The legal risk hiding in outbound AI calling (and how to buy an AI agent without buying a lawsuit)

Short answer

Some AI phone tools will call your web leads back in under a minute. The legal risk in that feature lands on you, the business that turned it on, not the vendor that sold it: since the FCC’s February 2024 ruling, an AI voice call without the right consent runs $500 to $1,500 under the TCPA, per call, with a four-year lookback. Outbound AI calling is legal when the consent plumbing is real. Here is how to inspect any vendor’s plumbing, ours included, before you switch it on.

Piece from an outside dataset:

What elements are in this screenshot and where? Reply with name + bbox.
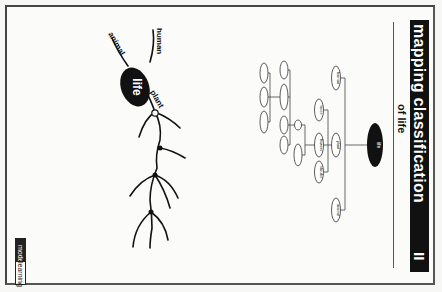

Let me walk you through a purchase that looks smart right up until it isn’t. A plumber buys an AI phone agent. The pitch is speed: every web lead gets a callback within 30 seconds, and speed wins jobs, which is true. Then on a Tuesday a homeowner fills out his quote form and fat-fingers her phone number by one digit. Thirty seconds later the AI is dialing that number in its friendly synthetic voice. The number belongs to a night-shift nurse who worked until seven this morning, has never heard of the plumber, and is now awake, reading his business name off her caller ID.

Nothing about that call was the plumber’s idea. He never dialed. He never wrote the script. He bought a tool, and the tool did what it was built to do. Under federal law, the call is his problem anyway, and it has a price on it: $500, possibly $1,500, for that single call. The AI-agent market is full of outbound features right now, and almost nobody selling them explains who carries the liability when a call goes to the wrong person. So I will: you do. This article is about how to see that risk clearly before you buy, and how to buy well anyway.

The two-word problem: strict liability

The Telephone Consumer Protection Act has been federal law since 1991. The part that matters here is 47 U.S.C. § 227(b)(1)(A): you may not call a cell phone using an artificial or prerecorded voice without the prior express consent of the person you are calling. In February 2024 the FCC closed the question of whether a machine counts, ruling unanimously that AI-generated voices, voice cloning included, are ‘artificial’ under the statute (FCC 24-17, adopted February 2, 2024). The agency’s own press headline was blunt: ‘FCC Makes AI-Generated Voices in Robocalls Illegal’ (2024). And if the call introduces an advertisement or contains telemarketing, the bar rises from consent to prior express written consent (47 CFR § 64.1200(a)(2)).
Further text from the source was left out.